« Self-Promotion #5: Hodge Podge of Ideas | Main | Republic of Legal Letters »

Monday, November 16, 2009

Free Speech and Civil Liability

Dan Solove and Neil Richards have just published a terrific article, Rethinking Free Speech and Civil Liability, 109 Columbia Law Review 1650 (2009) (SSRN version here).  My response to the article has been posted at the Columbia Law Review Sidebar site. 

Solove and Richards propose a new test for determining when the First Amendment applies to the imposition of civil liability, an issue that has confounded courts and commentators.  The issue has not received nearly the attention it deserves.  The First Amendment intersects with civil laibility in a variety of contexts, including contract (enforcement of confidentiality agreements, speech-restrictive housing covenants, and government contracts), tort (defamation, privacy, and public disclosure), and property (enforcement of civil trespass laws).   

Solove and Richards claim that the key to the free speech-civil liability puzzle lies in the type of power the government is exercising.  When the state, rather than the parties, defines the content of a mandatory social duty, they claim that the First Amendment applies.  The essence of my brief response is that not all mandatory duties pose substantial First Amendment threats.  Thus, the nature or character of the social duty is critical to determining whether the First Amendment is imperiled by the imposition of civil liability.  I focus on examples from tort liability to make this point.

While I might draw some different boundaries than Solove and Richards, I find much to praise in their approach.  Among other things, it avoids getting bogged down in the unhelpful state action doctrine, highlights a distinction between power-as-regulation and power-as-facilitation, reminds us that civil liability can be as dangerously suppressive as other forms of government regulation, and appropriately preserves ample space for speaker autonomy and choice.  I enthusiastically recommend the article, in particular to those interested in First Amendment issues but also to anyone who teaches a course in torts, property, or contracts. 

Posted by Tim Zick on November 16, 2009 at 09:34 PM in Daniel Solove, First Amendment | Permalink

TrackBack

TrackBack URL for this entry:
https://www.typepad.com/services/trackback/6a00d8341c6a7953ef0120a6a864a2970b

Listed below are links to weblogs that reference Free Speech and Civil Liability:

Comments

Well, lets see: The tension, largely unexplained, between Sullivan and Cohen; the uncertainty regarding which rule (Sullivan or Cohen) ought to apply in any given context; the (at least) six different approaches by scholars to this issue; and a sufficient number of inconsistent court decisions to suggest the lack of any coherent framework. Yep, confounding. If youre skeptical, that seems further reason to read the Solove and Richards article.

At 07:40 PM 11/17/2009, you wrote:
Date: Tue, 17 Nov 2009 16:40:20 -0800
MIME-Version: 1.0
Content-Type: text/html; charset=us-ascii

Posted by: Tim Zick | Nov 18, 2009 9:22:14 AM

"[A]n issue that has confounded courts and commentators"

Really?

This hasn't produced all that many cases, there aren't a lot of inconsistencies in the case law, and New York Times v. Sullivan alone has resolved a surprisingly large share of the cases in a surprising stable way, either directly, or in a number of business tort cases, by analogy. Section 230, by pre-empting liability in many of the most plausible contexts on the Internet has further simplified the matter.

First Amendment issues like the establishment clause, the boundaries of content neutral time-place-manner limitations, and the appropriateness and scope of injunctive relief have all produced considerable confusion for courts and commentators by comparison.

The case that there is something broken in this part of constitutional law that needs to be rethought is really quite weak. And, the muddiest issues have involved the intersection of intellectual property rights and free speech, as a statutory fair use determination informed by the First Amendment, rather than through direct conflicts between First Amendment and common law civil liability.

Posted by: ohwilleke | Nov 17, 2009 7:40:18 PM

The comments to this entry are closed.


■ **Exercise description**
Filter the records, keeping every line that has the string "definition".

■ **Data under study**
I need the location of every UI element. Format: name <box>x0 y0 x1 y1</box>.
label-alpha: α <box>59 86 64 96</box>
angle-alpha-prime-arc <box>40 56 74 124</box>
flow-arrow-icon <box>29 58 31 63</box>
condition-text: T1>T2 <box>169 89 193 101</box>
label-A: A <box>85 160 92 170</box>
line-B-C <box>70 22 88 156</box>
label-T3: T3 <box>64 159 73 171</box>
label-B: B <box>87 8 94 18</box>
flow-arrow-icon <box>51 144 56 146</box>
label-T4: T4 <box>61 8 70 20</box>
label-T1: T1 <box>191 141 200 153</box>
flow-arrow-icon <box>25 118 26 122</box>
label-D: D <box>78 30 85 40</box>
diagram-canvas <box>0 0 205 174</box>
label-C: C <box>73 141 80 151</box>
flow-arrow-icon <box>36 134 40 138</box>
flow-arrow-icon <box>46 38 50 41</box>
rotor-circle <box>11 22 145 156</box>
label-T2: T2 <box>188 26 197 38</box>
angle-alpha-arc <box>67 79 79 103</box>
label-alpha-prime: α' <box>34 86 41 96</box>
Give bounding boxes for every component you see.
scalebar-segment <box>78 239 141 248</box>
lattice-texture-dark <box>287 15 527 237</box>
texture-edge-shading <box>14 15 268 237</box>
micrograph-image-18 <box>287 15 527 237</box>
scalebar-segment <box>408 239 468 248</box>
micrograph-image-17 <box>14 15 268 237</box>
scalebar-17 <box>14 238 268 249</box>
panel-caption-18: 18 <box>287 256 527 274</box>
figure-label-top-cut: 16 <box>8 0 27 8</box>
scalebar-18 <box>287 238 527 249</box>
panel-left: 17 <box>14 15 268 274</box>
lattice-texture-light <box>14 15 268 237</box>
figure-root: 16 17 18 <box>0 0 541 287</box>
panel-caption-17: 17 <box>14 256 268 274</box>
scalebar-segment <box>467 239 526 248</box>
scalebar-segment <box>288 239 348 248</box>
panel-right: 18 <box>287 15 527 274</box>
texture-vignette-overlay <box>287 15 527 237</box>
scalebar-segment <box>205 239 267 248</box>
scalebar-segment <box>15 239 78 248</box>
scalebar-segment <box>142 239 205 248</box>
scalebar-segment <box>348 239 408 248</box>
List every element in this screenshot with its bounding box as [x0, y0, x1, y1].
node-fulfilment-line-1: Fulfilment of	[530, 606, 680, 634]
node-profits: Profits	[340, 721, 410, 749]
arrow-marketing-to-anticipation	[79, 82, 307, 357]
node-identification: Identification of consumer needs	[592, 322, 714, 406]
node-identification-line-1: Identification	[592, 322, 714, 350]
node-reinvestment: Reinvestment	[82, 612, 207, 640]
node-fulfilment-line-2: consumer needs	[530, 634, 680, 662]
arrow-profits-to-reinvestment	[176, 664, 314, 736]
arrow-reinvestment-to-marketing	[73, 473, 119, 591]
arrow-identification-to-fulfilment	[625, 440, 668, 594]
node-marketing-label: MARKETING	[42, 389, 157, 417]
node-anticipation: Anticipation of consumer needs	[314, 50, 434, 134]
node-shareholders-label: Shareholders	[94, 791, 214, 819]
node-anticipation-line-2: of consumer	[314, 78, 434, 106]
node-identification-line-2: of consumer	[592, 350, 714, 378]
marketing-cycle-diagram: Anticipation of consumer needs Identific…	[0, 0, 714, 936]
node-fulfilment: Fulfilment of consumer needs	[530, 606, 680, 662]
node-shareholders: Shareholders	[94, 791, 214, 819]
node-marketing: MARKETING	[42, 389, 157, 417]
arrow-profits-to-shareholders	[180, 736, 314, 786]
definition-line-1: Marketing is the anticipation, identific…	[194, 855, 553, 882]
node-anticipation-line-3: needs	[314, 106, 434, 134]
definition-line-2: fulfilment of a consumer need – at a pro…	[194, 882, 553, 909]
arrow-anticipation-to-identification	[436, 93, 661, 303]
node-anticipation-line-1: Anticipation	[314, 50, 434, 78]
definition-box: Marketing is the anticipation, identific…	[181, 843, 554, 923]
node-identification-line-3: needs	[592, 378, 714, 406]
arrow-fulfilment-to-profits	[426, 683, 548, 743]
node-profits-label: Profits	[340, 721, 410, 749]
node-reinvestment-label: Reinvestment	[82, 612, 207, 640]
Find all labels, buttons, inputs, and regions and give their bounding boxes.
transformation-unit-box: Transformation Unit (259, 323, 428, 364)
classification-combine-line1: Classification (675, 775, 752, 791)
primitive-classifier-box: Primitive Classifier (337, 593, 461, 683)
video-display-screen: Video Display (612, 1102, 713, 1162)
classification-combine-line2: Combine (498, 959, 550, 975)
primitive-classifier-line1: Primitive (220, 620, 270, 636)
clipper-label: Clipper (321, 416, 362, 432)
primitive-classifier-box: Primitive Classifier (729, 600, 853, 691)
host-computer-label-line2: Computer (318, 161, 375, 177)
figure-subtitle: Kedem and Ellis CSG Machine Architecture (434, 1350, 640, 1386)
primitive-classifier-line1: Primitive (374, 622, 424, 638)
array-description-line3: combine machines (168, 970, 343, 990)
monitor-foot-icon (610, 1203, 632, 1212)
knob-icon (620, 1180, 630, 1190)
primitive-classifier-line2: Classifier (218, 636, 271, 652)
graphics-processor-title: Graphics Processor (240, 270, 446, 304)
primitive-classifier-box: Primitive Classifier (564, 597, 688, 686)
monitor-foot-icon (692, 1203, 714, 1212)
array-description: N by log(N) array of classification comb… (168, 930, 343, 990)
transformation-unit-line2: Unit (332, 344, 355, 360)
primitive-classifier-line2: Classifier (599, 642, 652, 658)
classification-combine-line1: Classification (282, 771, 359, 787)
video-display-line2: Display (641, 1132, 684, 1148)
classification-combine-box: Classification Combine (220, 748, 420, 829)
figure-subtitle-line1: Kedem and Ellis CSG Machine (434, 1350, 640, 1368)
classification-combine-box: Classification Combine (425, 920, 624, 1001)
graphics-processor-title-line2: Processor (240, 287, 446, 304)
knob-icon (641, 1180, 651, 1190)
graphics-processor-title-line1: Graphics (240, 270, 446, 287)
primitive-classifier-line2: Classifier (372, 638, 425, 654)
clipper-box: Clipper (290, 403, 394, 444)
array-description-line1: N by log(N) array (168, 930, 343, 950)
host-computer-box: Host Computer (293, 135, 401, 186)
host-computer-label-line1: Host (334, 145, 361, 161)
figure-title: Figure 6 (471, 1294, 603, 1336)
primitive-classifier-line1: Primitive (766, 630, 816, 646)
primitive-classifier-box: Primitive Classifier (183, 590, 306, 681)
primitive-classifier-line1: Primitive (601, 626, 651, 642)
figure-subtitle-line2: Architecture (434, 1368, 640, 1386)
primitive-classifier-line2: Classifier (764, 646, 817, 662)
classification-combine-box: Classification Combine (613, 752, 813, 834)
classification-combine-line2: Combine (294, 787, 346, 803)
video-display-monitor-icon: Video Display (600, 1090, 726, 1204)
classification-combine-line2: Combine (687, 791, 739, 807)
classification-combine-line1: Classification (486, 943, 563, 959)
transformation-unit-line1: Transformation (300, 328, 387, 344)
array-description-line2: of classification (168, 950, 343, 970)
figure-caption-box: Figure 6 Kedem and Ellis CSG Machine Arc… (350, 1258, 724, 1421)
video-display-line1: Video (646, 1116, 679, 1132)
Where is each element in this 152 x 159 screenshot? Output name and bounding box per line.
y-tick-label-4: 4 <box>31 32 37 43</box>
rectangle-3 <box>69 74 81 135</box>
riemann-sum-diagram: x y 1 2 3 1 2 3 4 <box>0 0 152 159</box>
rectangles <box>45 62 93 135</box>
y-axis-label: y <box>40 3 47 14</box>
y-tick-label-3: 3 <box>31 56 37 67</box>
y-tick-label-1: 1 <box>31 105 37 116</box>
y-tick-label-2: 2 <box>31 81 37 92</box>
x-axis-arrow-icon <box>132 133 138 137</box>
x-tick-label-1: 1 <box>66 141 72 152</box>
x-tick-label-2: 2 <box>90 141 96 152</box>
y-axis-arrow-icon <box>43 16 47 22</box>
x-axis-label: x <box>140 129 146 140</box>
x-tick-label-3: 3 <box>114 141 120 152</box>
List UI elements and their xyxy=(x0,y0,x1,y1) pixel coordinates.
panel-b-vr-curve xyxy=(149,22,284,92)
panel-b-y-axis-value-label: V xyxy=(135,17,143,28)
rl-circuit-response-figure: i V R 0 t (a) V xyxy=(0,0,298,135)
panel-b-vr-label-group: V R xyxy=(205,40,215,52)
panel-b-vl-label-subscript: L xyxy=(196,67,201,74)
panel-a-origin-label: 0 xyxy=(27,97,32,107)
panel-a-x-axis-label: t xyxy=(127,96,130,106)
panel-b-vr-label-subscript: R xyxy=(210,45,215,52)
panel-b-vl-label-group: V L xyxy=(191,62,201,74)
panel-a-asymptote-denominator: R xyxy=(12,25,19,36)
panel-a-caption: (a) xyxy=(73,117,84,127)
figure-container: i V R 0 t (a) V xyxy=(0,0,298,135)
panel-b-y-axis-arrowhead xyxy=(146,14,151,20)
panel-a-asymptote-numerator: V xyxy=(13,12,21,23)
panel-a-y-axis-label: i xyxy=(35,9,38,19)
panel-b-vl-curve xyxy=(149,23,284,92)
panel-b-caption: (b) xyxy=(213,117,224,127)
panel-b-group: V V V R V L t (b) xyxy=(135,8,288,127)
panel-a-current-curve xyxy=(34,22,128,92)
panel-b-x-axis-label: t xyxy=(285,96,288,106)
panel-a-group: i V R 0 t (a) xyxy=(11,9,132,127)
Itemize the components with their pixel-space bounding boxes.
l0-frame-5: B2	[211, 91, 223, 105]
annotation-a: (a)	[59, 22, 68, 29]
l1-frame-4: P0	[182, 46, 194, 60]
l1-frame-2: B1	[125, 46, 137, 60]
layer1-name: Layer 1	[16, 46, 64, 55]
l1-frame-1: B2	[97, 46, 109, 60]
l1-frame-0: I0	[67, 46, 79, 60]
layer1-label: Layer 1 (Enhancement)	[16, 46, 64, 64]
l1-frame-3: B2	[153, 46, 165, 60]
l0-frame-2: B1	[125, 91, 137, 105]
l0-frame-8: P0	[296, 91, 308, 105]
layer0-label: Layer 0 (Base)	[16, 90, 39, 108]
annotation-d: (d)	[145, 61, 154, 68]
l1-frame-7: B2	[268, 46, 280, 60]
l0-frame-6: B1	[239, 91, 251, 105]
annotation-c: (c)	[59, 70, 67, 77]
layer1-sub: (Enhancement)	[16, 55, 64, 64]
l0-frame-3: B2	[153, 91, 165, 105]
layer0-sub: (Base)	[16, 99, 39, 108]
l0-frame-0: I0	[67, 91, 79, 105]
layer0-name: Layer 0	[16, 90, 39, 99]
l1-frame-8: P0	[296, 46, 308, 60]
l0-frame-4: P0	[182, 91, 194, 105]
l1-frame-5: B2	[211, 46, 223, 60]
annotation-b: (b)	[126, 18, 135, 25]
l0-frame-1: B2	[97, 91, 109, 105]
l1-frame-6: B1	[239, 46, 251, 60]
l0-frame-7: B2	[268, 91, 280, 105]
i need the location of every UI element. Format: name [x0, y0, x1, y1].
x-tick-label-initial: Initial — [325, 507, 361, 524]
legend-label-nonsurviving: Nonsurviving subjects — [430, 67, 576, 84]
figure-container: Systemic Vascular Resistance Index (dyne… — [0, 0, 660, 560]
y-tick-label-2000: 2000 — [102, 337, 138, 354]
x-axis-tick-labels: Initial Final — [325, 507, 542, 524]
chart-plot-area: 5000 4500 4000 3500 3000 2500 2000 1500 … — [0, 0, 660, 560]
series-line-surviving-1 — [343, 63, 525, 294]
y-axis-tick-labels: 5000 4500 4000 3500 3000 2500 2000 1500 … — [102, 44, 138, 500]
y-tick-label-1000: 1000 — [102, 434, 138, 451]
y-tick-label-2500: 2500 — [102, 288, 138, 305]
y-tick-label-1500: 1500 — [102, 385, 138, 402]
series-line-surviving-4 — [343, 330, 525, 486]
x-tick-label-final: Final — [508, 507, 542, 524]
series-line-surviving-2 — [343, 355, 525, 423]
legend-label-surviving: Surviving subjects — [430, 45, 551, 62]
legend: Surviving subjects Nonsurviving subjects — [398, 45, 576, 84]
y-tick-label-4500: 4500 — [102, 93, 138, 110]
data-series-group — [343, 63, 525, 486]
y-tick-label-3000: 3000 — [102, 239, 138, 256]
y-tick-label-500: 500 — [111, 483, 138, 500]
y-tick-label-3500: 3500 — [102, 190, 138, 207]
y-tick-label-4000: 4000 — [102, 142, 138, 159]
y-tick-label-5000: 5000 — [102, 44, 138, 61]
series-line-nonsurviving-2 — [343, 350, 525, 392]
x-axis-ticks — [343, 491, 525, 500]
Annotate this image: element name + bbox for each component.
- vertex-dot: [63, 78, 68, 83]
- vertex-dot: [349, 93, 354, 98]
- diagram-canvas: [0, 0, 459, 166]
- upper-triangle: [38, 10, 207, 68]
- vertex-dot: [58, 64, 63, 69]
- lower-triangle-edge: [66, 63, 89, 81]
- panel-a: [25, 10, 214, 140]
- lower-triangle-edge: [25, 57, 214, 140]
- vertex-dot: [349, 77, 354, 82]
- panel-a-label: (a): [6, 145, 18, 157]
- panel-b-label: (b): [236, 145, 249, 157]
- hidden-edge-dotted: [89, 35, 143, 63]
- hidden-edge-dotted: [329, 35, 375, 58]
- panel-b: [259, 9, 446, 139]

■ **Your solution**
definition-line-1: Marketing is the anticipation, identific…	[194, 855, 553, 882]
definition-line-2: fulfilment of a consumer need – at a pro…	[194, 882, 553, 909]
definition-box: Marketing is the anticipation, identific…	[181, 843, 554, 923]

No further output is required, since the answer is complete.